Prison First Amendment fight goes to US Supreme Court

TALLAHASSEE, Fla. – Arguing that corrections officials should not receive “blind deference,” attorneys for a monthly magazine blocked from distribution to Florida prison inmates have taken a long-running First Amendment fight to the U.S. Supreme Court.

Prison Legal News filed a petition last week asking the Supreme Court to take up a challenge to Florida Department of Corrections decisions that have prevented inmates from receiving the publication since 2009. The 11th U.S. Circuit Court of Appeals in May sided with the department, which argues that advertisements in Prison Legal News pose security risks.

Attorneys for the publication argued in the petition that “censorship” by the department violates First Amendment rights to free speech and a free press.

“Publishers, reporters, and advertisers have a constitutionally protected interest in communicating with prisoners, and prisoners have a right to receive those communications,” the 45-page petition said. “These protections are all the more important when the publication at issue is uniquely designed to inform prisoners of their legal rights, and a prison’s decision to silence that speech is all the more suspect when it is applied in a blanket manner to the entire incarcerated population based on bare assertions of security concerns without supporting evidence.”

But the Department of Corrections has pointed to ads for such things as three-way calling services and pen-pal solicitation as security threats. For example, the department is concerned that three-way calling services could hamper its ability to determine the identities and locations of people that inmates are calling and could undermine approved lists of people that inmates can call, according to the May appeals-court ruling.

The appeals court also pointed to Supreme Court decisions that it said require granting “substantial deference to the decisions of prison officials.”

“The Florida Department of Corrections has rules aimed at preventing fraud schemes and other criminal activity originating from behind bars, but inmates continually attempt to circumvent measures in place to enforce those rules,” the Atlanta-based appeals court said in its ruling. “The department, for its part, continually strives to limit sources of temptation and the means that inmates can use to commit crimes. One way it does that is by preventing inmates from receiving publications with prominent or prevalent advertisements for prohibited services, such as three-way calling and pen pal solicitation, that threaten other inmates and the public. In the department’s experience, those ads not only tempt inmates to violate the rules and commit crimes, but also enable them to do so.”

The Prison Legal News petition to the Supreme Court is the latest move in a dispute that has flared for about 15 years. The petition said Prison Legal News was distributed to Florida inmates from 1990 to 2003, when the Department of Corrections blocked it.

Prison Legal News filed a lawsuit, which led to the magazine again starting to be distributed in 2005. But the department reversed course and blocked the publication in 2009, resulting in more litigation. The U.S. Supreme Court receives thousands of petitions each year from across the country and agrees to hear only a fraction of the cases.

In arguing that the Supreme Court should take up the First Amendment case, however, attorneys for Prison Legal News said other states could “follow Florida’s lead” in blocking the magazine or other publications. Prison Legal News is allowed to be distributed to inmates in other states.

“Although the censorship of PLN (Prison Legal News) has been limited to Florida, the threat to First Amendment rights if the decision is left standing certainly does not end there,” the petition said. “The Eleventh Circuit’s decision provides both an invitation and a roadmap to silence PLN and any other publication that seeks to inform prisoners of their rights or to expose unlawful conduct by prison officials. There is little doubt that the ruling below will prompt other prison systems to follow Florida’s lead. Rather than let that trend blossom into further censorship, this (Supreme) Court should step in now to vindicate the First Amendment.”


▸ **Directions**:
Which lines of the records below contain the word "plot"? Show each one.

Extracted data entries
┄┄┄┄┄┄┄┄┄┄

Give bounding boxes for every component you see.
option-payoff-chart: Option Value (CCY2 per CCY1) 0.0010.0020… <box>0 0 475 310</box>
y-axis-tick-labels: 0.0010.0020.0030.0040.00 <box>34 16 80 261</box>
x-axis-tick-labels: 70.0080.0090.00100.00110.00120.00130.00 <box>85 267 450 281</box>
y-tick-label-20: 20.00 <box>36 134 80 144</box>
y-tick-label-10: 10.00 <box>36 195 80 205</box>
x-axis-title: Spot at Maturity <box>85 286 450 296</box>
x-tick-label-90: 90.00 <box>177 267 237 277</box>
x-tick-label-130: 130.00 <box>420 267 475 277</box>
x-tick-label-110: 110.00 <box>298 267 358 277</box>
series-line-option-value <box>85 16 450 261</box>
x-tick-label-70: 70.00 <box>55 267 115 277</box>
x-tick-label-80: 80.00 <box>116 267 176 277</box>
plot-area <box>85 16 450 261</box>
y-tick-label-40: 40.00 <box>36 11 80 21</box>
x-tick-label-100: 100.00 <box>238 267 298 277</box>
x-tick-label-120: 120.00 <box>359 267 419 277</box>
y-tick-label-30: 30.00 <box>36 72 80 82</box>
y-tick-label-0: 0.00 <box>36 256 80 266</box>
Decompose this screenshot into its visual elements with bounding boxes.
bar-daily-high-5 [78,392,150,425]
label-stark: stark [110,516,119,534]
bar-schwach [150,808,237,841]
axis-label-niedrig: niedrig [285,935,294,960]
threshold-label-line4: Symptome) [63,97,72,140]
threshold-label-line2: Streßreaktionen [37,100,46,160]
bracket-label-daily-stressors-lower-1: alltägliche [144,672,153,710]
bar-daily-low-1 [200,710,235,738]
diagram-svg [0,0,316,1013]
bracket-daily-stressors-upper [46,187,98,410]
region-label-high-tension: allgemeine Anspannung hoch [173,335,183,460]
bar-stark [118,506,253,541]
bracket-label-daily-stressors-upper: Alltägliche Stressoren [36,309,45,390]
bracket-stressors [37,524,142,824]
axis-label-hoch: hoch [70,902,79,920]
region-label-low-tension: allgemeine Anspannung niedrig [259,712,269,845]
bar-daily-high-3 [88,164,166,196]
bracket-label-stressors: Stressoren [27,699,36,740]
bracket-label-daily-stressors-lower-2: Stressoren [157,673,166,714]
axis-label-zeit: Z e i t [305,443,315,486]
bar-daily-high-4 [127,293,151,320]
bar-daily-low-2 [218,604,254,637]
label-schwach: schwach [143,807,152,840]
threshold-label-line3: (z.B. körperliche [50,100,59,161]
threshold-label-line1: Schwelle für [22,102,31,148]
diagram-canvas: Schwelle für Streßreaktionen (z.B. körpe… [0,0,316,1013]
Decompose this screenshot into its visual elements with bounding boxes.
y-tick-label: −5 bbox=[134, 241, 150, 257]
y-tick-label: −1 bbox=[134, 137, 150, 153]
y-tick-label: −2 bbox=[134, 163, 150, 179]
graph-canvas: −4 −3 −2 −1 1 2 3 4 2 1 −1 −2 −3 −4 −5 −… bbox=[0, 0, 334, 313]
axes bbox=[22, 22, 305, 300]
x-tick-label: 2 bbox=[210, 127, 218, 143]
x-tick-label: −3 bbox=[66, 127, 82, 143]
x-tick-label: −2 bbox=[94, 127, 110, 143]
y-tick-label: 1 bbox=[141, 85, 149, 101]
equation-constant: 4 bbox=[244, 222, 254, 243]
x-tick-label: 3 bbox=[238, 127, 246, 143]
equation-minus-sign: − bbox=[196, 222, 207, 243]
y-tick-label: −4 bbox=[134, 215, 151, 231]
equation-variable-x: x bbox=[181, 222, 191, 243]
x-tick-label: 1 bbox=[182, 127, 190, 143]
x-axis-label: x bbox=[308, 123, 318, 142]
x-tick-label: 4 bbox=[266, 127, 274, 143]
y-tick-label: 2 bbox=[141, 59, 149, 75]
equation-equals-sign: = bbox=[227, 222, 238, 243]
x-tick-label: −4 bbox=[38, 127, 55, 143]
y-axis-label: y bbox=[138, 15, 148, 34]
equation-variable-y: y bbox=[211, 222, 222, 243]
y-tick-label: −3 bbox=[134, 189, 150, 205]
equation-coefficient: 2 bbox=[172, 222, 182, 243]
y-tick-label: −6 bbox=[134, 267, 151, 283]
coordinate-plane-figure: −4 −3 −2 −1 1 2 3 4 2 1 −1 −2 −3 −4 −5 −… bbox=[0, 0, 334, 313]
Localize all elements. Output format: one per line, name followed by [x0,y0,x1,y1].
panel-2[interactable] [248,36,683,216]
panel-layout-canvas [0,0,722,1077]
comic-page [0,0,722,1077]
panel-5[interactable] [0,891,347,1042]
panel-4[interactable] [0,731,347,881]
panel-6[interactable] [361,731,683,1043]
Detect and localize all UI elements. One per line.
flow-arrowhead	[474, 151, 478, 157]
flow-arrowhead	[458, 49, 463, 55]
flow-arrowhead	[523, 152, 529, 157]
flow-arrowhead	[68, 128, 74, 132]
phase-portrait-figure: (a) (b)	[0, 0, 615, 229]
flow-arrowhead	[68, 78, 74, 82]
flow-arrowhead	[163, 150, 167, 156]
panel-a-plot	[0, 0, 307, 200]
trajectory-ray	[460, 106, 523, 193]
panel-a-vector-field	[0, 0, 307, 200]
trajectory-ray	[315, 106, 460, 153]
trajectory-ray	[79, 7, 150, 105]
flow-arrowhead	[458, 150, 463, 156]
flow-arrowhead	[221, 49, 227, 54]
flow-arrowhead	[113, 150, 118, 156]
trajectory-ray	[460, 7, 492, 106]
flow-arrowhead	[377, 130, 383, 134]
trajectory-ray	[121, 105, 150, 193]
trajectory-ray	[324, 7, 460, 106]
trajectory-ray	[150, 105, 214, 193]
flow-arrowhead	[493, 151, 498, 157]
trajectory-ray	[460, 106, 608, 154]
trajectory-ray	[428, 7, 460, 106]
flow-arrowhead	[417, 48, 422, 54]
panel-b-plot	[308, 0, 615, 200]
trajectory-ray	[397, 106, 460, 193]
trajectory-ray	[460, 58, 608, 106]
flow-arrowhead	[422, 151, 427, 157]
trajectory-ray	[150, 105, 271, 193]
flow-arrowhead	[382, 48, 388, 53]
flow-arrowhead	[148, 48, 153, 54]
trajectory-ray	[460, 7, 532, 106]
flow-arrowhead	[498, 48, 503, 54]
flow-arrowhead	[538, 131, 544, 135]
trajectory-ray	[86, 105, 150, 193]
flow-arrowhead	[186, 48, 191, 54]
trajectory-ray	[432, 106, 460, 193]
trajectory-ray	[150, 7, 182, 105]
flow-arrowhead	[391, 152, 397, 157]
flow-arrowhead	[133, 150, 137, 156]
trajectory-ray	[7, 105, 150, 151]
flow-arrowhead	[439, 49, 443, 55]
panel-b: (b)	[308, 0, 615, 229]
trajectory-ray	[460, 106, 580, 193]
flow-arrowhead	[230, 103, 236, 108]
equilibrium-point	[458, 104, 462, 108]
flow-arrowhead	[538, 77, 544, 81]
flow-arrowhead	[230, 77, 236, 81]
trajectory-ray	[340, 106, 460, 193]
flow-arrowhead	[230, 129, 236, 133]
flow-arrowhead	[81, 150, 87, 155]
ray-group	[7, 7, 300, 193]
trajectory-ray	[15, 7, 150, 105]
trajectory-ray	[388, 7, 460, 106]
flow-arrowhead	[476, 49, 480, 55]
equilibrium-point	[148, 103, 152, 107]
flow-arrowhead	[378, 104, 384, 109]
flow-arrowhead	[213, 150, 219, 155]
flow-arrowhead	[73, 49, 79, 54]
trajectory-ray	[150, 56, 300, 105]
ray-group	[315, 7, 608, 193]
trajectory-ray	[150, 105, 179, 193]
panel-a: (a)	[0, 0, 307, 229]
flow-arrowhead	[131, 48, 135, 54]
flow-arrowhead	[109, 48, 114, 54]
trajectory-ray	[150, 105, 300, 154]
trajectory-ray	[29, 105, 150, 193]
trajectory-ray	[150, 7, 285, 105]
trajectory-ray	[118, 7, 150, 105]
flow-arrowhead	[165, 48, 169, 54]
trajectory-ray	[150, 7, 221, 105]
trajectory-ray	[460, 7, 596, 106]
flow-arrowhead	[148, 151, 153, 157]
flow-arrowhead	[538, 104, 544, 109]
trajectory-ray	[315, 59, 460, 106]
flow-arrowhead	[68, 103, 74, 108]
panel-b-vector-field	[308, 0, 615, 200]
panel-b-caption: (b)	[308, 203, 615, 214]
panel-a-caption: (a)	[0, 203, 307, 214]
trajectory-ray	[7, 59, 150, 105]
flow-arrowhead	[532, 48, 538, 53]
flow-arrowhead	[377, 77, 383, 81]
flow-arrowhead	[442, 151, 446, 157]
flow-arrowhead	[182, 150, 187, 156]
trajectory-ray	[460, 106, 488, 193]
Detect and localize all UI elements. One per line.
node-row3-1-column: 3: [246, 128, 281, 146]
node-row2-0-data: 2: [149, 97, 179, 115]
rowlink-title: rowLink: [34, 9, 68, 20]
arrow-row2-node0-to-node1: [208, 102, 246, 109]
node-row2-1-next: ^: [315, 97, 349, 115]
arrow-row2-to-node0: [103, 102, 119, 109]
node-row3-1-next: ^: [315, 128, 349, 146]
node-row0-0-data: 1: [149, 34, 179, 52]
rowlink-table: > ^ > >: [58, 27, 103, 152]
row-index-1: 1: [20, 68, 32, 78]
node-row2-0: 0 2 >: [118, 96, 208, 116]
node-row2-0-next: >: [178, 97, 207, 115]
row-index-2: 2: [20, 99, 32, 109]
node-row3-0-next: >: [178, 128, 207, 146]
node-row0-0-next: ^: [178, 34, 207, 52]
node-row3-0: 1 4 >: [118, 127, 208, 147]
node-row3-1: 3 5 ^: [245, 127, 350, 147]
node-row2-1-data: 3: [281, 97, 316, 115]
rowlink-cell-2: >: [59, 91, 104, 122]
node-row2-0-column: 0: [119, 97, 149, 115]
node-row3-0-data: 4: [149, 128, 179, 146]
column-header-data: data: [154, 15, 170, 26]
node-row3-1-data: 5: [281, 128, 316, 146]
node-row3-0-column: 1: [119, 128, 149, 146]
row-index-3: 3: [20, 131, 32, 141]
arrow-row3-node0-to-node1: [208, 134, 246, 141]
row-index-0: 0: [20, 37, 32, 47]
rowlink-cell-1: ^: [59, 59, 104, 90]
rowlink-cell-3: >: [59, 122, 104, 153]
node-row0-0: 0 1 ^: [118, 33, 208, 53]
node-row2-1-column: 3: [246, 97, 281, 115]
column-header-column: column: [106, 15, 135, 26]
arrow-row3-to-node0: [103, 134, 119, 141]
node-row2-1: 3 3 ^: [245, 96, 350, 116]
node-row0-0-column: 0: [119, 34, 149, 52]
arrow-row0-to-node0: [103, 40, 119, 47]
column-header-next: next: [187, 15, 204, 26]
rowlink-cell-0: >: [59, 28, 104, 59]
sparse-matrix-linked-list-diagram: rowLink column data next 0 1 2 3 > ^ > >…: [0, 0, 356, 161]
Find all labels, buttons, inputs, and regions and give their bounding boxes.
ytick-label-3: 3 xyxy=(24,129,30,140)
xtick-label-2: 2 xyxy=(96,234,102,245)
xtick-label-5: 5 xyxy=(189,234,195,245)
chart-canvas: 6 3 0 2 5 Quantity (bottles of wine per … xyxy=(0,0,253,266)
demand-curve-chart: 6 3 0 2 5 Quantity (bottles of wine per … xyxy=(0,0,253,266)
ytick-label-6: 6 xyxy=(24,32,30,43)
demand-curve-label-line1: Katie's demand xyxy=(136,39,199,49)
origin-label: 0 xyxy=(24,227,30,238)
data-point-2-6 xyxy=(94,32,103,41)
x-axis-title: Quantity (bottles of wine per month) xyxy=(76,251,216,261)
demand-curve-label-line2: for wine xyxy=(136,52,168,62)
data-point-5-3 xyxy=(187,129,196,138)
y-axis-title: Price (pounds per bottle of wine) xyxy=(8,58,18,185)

┄┄┄┄┄┄┄┄┄┄

▸ **Response to this exercise**:
plot-area <box>85 16 450 261</box>
panel-a-plot	[0, 0, 307, 200]
panel-b-plot	[308, 0, 615, 200]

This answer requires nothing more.